Jayne, you'll scare the women.

Zoe ,'Bushwhacked'


We're Literary 2: To Read Makes Our Speaking English Good  

There's more to life than watching Buffy the Vampire Slayer! No. Really, there is! Honestly! Here's a place for Buffistas to come and discuss what it is they're reading, their favorite authors and poets. "Geez. Crack a book sometime."


§ ita § - Jan 24, 2005 3:05:53 pm PST #6924 of 10002
Well not canonically, no, but this is transformative fiction.
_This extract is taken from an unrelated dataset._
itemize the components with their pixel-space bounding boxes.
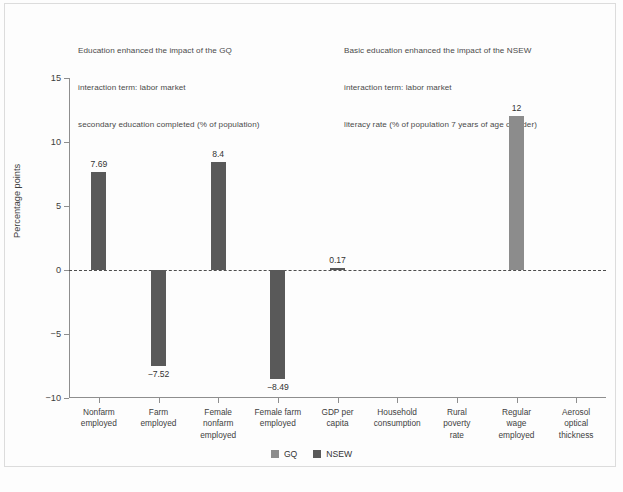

I'm rereading Hitchhiker's, and I'm kinda envious of you, Steph. I'm spending my reading going "So, wait, is that gonna happen now? His pocket? Right, of course..."

I don't remember it near verbatim like I used to, but I haven't forgotten it all either.

The key, I think, to enjoying it is breathing. There are no true surprises, in that he's put groundwork for most everything that happens later.

It's all got a strange sort of sense.


Jessica - Jan 24, 2005 4:13:29 pm PST #6925 of 10002
And then Ortus came and said "It's Ortin' time" and they all Orted off into the sunset

I sometimes forget that those books aren't firmly ingrained in everyone's consciousness at birth. Like, DH lost our HGTTG towel (movie swag) this morning doing laundry, and didn't understand why I found that so funny.


Fred Pete - Jan 24, 2005 5:16:45 pm PST #6926 of 10002
Ann, that's a ferret.

Can't have my cops bouncing around like Michael Tolliver. Not that there's anything wrong with that.

Um, the cop doesn't show up until the 4th book.


P.M. Marc - Jan 24, 2005 5:48:33 pm PST #6927 of 10002
So come, my friends, be not afraid/We are so lightly here/It is in love that we are made; In love we disappear

Like, DH lost our HGTTG towel (movie swag) this morning doing laundry, and didn't understand why I found that so funny.

If it helps, it made me giggle.


Jessica - Jan 24, 2005 6:05:45 pm PST #6928 of 10002
And then Ortus came and said "It's Ortin' time" and they all Orted off into the sunset

If it helps, it made me giggle.

See? Funny!


Daisy Jane - Jan 24, 2005 7:17:23 pm PST #6929 of 10002
"This bar smells like kerosene and stripper tears."

Poor guy. He's one of those who just doesn't know where his towel is.


WildDemon Cornelius - Jan 24, 2005 10:32:08 pm PST #6930 of 10002
Take your fingers off it, don't you dare touch it, you know it don't belong to you, to you...

"Oh, it's not the Eighties anymore" -a History prof of mine when he found out that only about a quarter of the class had read HGTTG.


Volans - Jan 25, 2005 2:56:57 am PST #6931 of 10002
move out and draw fire

My sister called me last year, all excited to tell me about these books I *must* read. Turned out she meant HHGTG. I was like, "wow, Deb, if I'd thought you'd like it I'd have rec'd it to you 15 years ago." Who knew?

Kristin, Shakespeare After All is not super-dry. Her voice is academic, but not "I must publish" academic, more chatting-after-the-show academic. It helps that she only spends a few pages on each play so you can read it in small, digestible chunks. I've actually been reading it between 1:30 and 3:30 am, since I'm not sleeping anymore, and it doesn't put me to sleep even at that time.

Thing is, I keep wishing for Internet at home because I keep wanting to check some of her assertions: do "travel" and "travail" really have the same root? Do "merchant" and "merchandise" come from the same root as Mercury, the god of commerce?

Or maybe I just need a direct link to Erin's brain.


erikaj - Jan 25, 2005 4:06:32 am PST #6932 of 10002
Always Anti-fascist!

Fred, I forgot there is a cop, yes. And a rodeo. My bad.


Lyra Jane - Jan 25, 2005 5:04:45 am PST #6933 of 10002
Up with the sun

I got a one-volume HHGTtG a few years ago, but have yet to reread it. It'll be a nice surprise when I do, since about all I still remember is the bits about flying, and the restaurant with the cows who want to be eaten.